Nay, rather, blessed are they that hear the word of God. We see that Christ treats almost as a matter of indifference that point on which the woman had set a high value. And undoubtedly what she supposed to be Mary’s highest honor was far inferior to the other favors which she had received; for it was of vastly greater importance to be regenerated by the Spirit of God than to conceive Christ, according to the flesh, in her womb; to have Christ living spiritually within her than to suckle him with her breasts.
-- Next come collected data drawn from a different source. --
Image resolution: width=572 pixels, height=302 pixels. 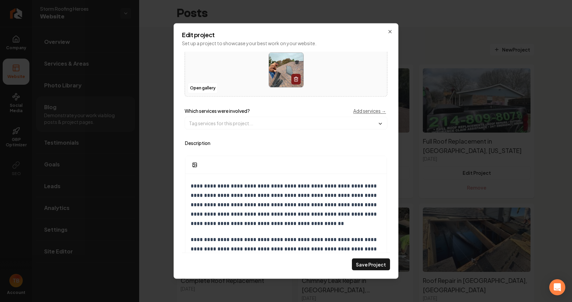 What do you see at coordinates (370, 111) in the screenshot?
I see `a: Add services →` at bounding box center [370, 111].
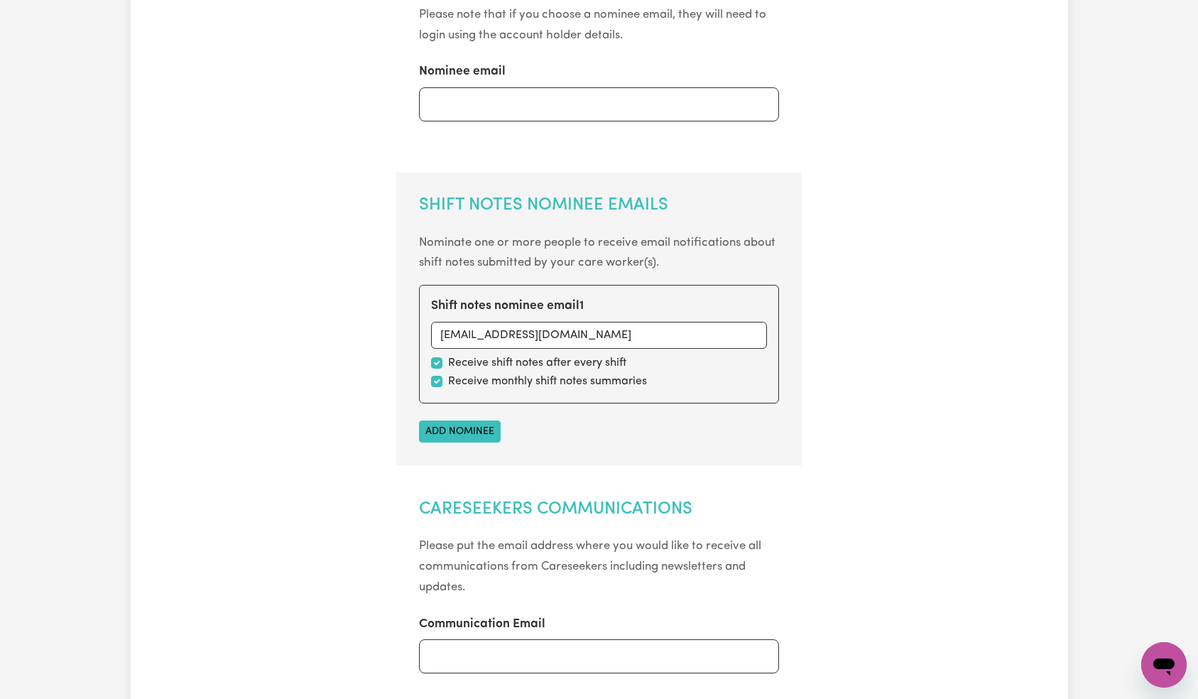  I want to click on small: Please note that if you choose a nominee email, they will need to login using the account holder ..., so click(592, 25).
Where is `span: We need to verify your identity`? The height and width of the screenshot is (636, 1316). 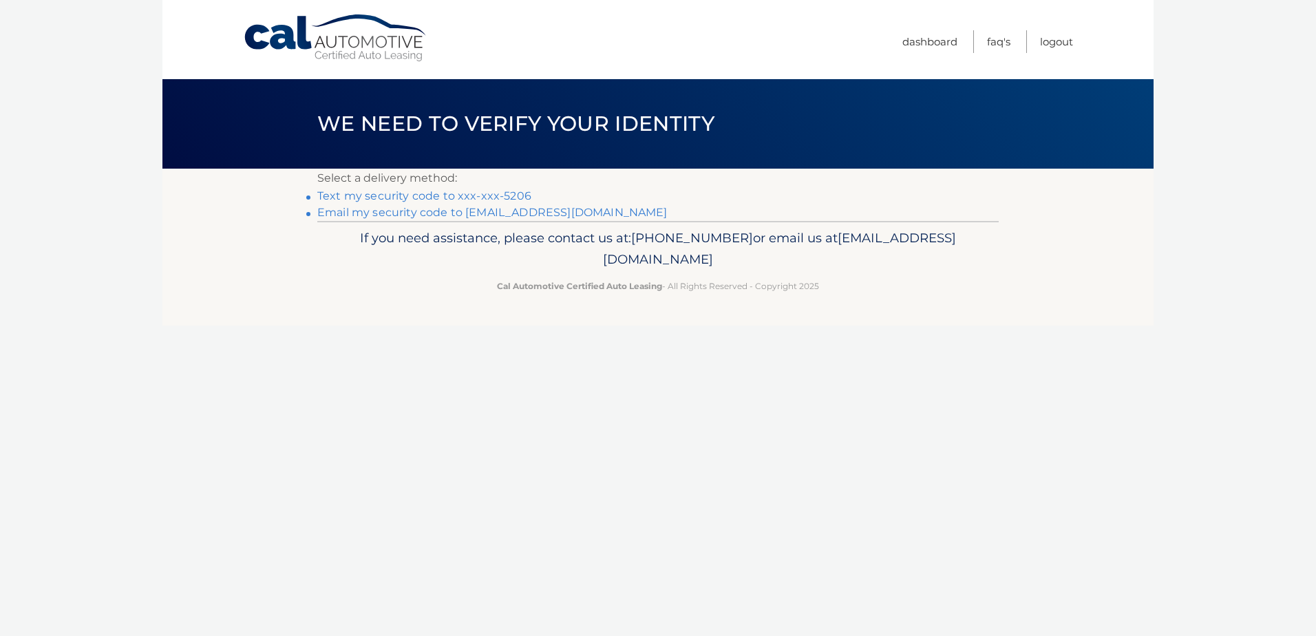 span: We need to verify your identity is located at coordinates (515, 123).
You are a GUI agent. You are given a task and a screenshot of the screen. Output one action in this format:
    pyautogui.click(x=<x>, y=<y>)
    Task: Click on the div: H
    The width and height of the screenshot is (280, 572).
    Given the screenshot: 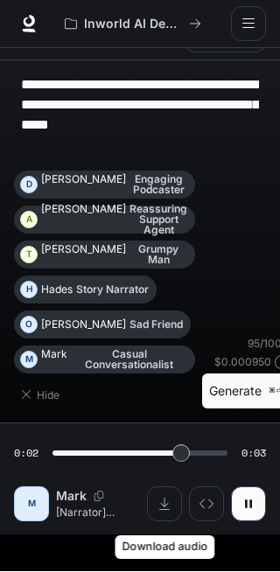 What is the action you would take?
    pyautogui.click(x=29, y=291)
    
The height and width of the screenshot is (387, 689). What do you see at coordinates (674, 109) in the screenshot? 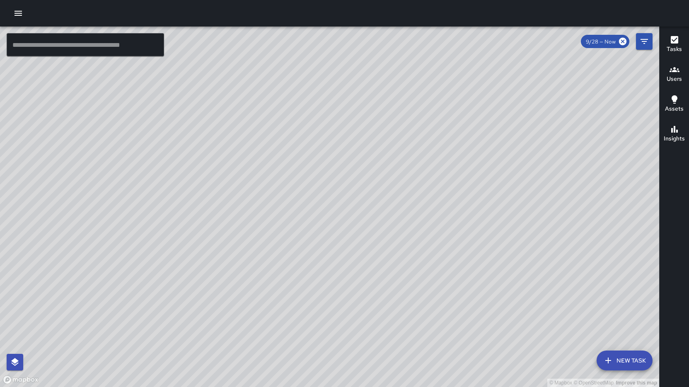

In a word, the highest happiness and glory of the holy Virgin consisted in her being a member of his Son, so that the heavenly Father reckoned her in the number of new creatures.

Calvin's Harmony of the Gospels, Volume 2
So we see Calvin speaking of that "highest honor" of giving birth to Jesus being inferior to those other, greater favors which she had received, namely, to be counted among those regenerated by God's Spirit, to have Christ living spiritually within her, in being a fellow member of the body of Christ, and therefore among God's new creations, as can be said of all who have come to true faith in Christ.  So then any simple sinner who has come to Christ in faith and repented of their sin and honors the word of God in word and deed is holding a greater treasure in their hand than the "highest honor" ever bestowed on Mary for giving birth to Jesus.

In sum, trying to take that one expression and turn it into Calvin supporting Rome's false view of Mary is to put words in Calvin's mouth he would never say, in Latin or any other language, and certainly did not say here..

Peace,

SR

6,112 posted on 01/15/2015 1:38:06 PM PST by Springfield Reformer (Winston Churchill: No Peace Till Victory!)